Offering credible, easy-to-understand health insurance quality indicators could be critical to efforts by the new health insurance exchanges to hold the cost of coverage down.
Officials at the National Committee for Quality Assurance (NCQA), Washington, make that case in a revised version of a presentation explaining to the National Association of Insurance Commissioners (NAIC), Kansas City, Mo., why the NCQA thinks providing quality data should be an important part of the exchange program that is supposed to be created by the Patient Protection and Affordable Care Act of 2010 (PPACA).
If PPACA takes effect as written and works as expected, exchanges are supposed to begin offering individual and small group policies that meet minimum federal value standards starting Jan. 1, 2014.
Consumers with incomes ranging from 133% to 400% of the federal poverty level will be able to use the exchanges to buy coverage using a new system of federal income tax credits, but the U.S. Department of Health and Human Services (HHS) says it will let states design the exchanges how they see fit.
The NAIC’s Exchanges Subgroup was going to hold a session in August at the association’s summer meeting in Philadelphia. NAIC canceled the meeting because of concerns about Hurricane Irene.
The subgroup is set to return to the topic Saturday, and the NAIC’s fall meeting in National Harbor, Md.
NCQA officials suggested in the original version of the exchange presentation that the exchange design effort is an opportunity for policymakers to use “choice architecture” to nudge consumers toward the health insurance options that offer the most bang for the buck.
Choice architecture could include strategies such as building portal displays that array cost and quality information together and providing decision-support tools that highlight quality as well as cost, NCQA officials.
In the new version of the presentation, NCQA officials again talk about the importance of choice architecture. They put more emphasis on the need for the kinds of formal quality measurement and accreditation programs that the NCQA providers.
“Accreditation is meaningful,” NCQA officials say. “[A] rigorous program can drive value.”
If no quality data are available from a comparison shopping website, “consumers high cost is a proxy for high quality,” the NCQA officials say. “If quality data are provided with cost [data], consumers will choose high-value (low-cost, high-quality) [options].”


__YOUR TASK__
Every line in the entries where "position" is found should be copied.

Dataset rows about figures:

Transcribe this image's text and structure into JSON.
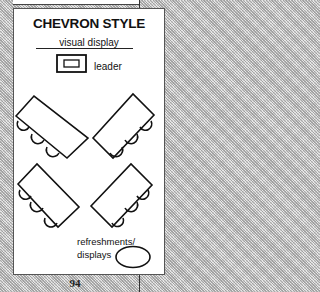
{
  "diagram": {
    "title": "CHEVRON STYLE",
    "visual_display_label": "visual display",
    "leader_label": "leader",
    "refreshments_label_line1": "refreshments/",
    "refreshments_label_line2": "displays",
    "tables": [
      {
        "position": "upper-left",
        "orientation": "chevron-left",
        "chairs": 3
      },
      {
        "position": "upper-right",
        "orientation": "chevron-right",
        "chairs": 3
      },
      {
        "position": "lower-left",
        "orientation": "chevron-left",
        "chairs": 3
      },
      {
        "position": "lower-right",
        "orientation": "chevron-right",
        "chairs": 3
      }
    ]
  },
  "page": {
    "number": "94"
  },
  "colors": {
    "line": "#111111",
    "card": "#ffffff",
    "background": "#cfcfcf"
  }
}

__RESULT BELOW__
        "position": "upper-left",
        "position": "upper-right",
        "position": "lower-left",
        "position": "lower-right",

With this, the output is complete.